House debates

Tuesday, 12 February 2008

Standing Orders

11:28 pm

Photo of Tony AbbottTony Abbott (Warringah, Liberal Party, Shadow Minister for Families, Community Services, Indigenous Affairs and the Voluntary Sector) Share this | Hansard source

We saw the headline before Christmas, that for the first time since Federation the parliament will sit for five days a week. It was a cheap headline but it totally defamed the work ethic of members of parliament. What we are seeing today is an outrage being practised on the parliament to protect the smart alec idea of Hawker Britton which was foolishly adopted by the Prime Minister on training wheels and the Leader of the House with L-plates. I utterly reject any suggestion that members of parliament only work when they are in this chamber. We work seven days a week, regardless of whether we are in this chamber or not. But, as is becoming typical from this government, this stunt to justify a headline turns out to be a scam anyway because, while the parliament might be sitting for five days a week, ministers will not be here. The idea that we can have a functioning parliament without ministers is simply shameful.

There are two fundamental errors with what the government is doing. The first is that there was not the slightest semblance of due process. This is a very serious change to the procedures of this House. This is a radical usurpation of the ordinary sitting patterns that this House has followed for a long, long time. This should have been done, if it were to be done, either by recommendation of the Procedure Committee or through negotiation with the opposition. All previous changes to the sitting times of this House that I can recall either were recommendations of the Procedure Committee, which the then government accepted, or were carefully negotiated through with the then opposition. Absolutely nothing of that kind has happened here. So not only have we seen no due process but, as a result of this bodgie process, we have changes to the standing orders put to this parliament which are wrong in substance.

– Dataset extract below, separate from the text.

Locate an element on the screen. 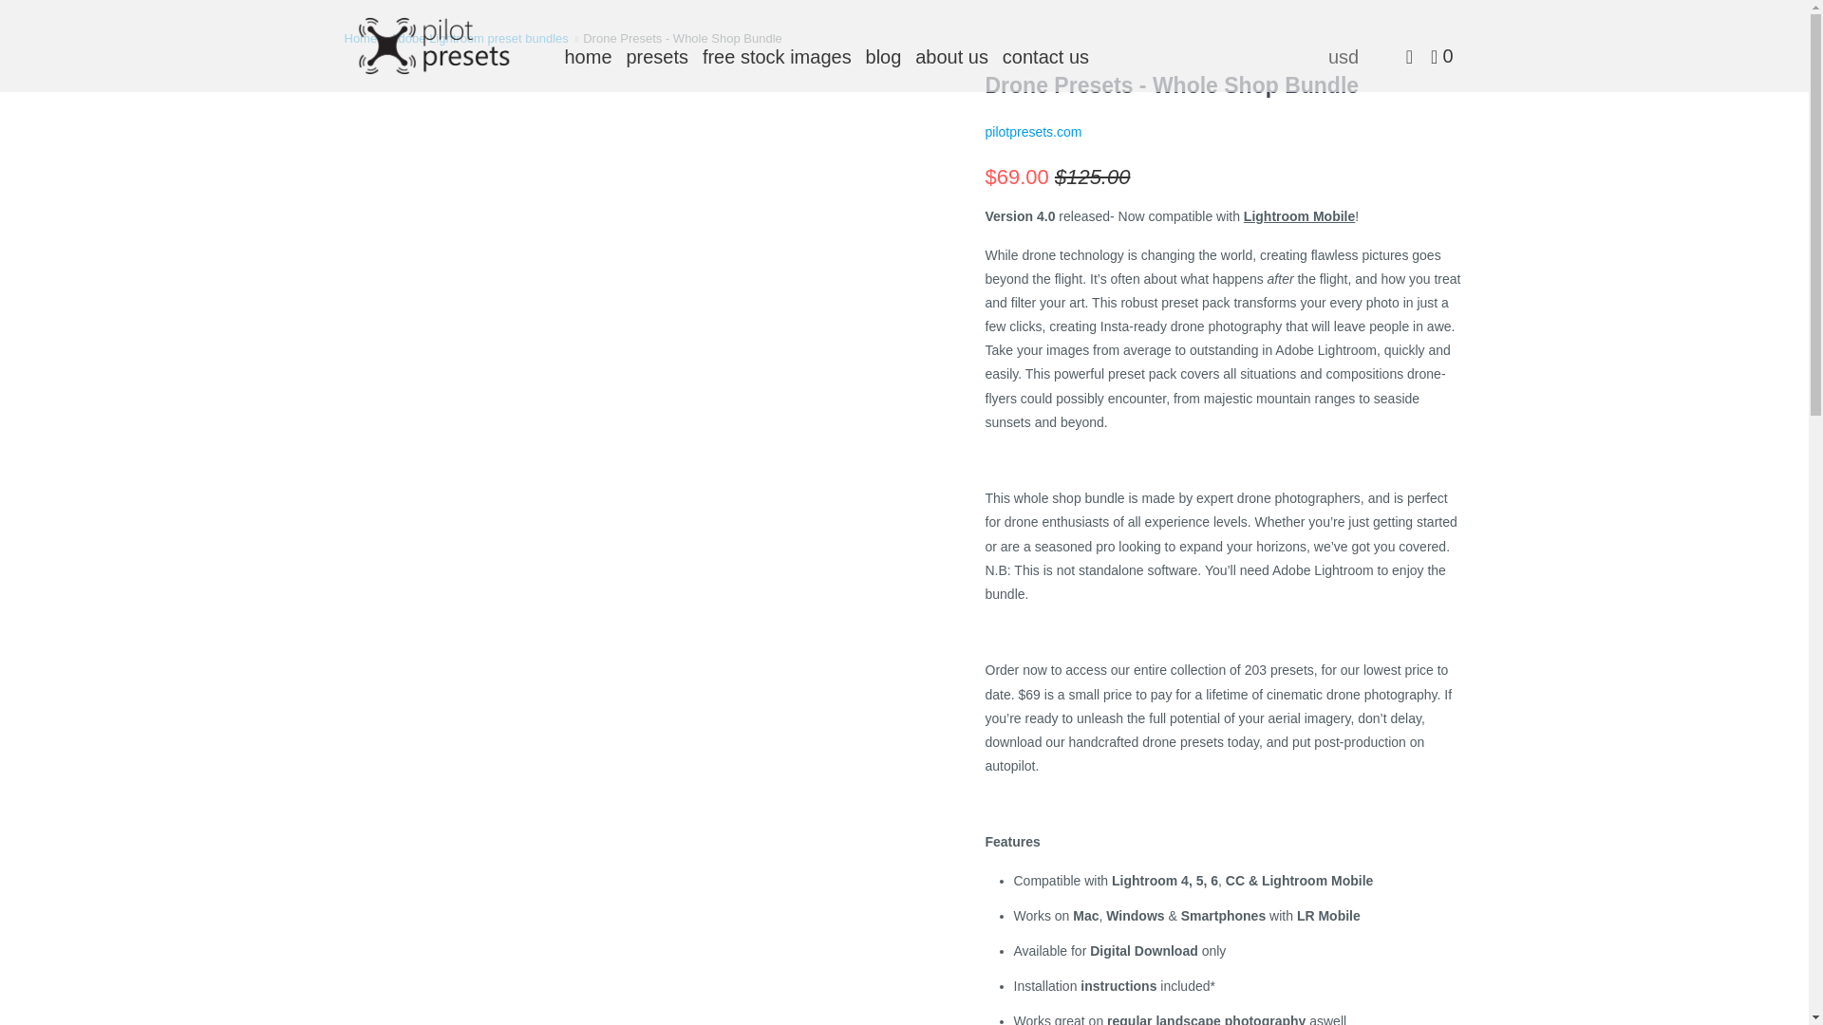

Ministers are paid more because they are supposed to work more. In the thinking of members opposite, ministers are going to get paid more for working less. It is a ridiculous situation which this government is putting before the House. Should this motion be carried, we will see degraded accountability, we will see days of parliamentary sitting without the traditional question time accountability of the executive to the parliament but, worse, we will see degraded private members’ business.

I see a whole swag of new private members sitting in front of me. They have come here full of hope, full of expectation and, above all, desperately anxious to impress their senior colleagues, which is why new members opposite, of all people, should not be supporting the motion that the government has put before the House—because, if you vote for this, no minister will ever see you speak. I am saying to you: do not waste your pearly words on mere backbenchers; make sure ministers are there to listen. The only way ministers will be there to listen is if you support the amendments that the opposition has put forward.

This motion that has been put before the House is a very, very bad start by the Rudd government. This was a party which, prior to the election, talked about raising parliamentary standards. It was a party which actually promised to submit to the Australian people at the election a plan for raising parliamentary standards. Perhaps that is one of the plans that are going to be put before the weekend conference of 1,000 people, so that the government might actually be able to come up with something. This is a very bad start from the Rudd government, a government which runs away from question time, a government which is scared of accountability to the parliament. Every day this parliament sits, every question time this Prime Minister faces, he is going to be reminded of this gross act of political cowardice.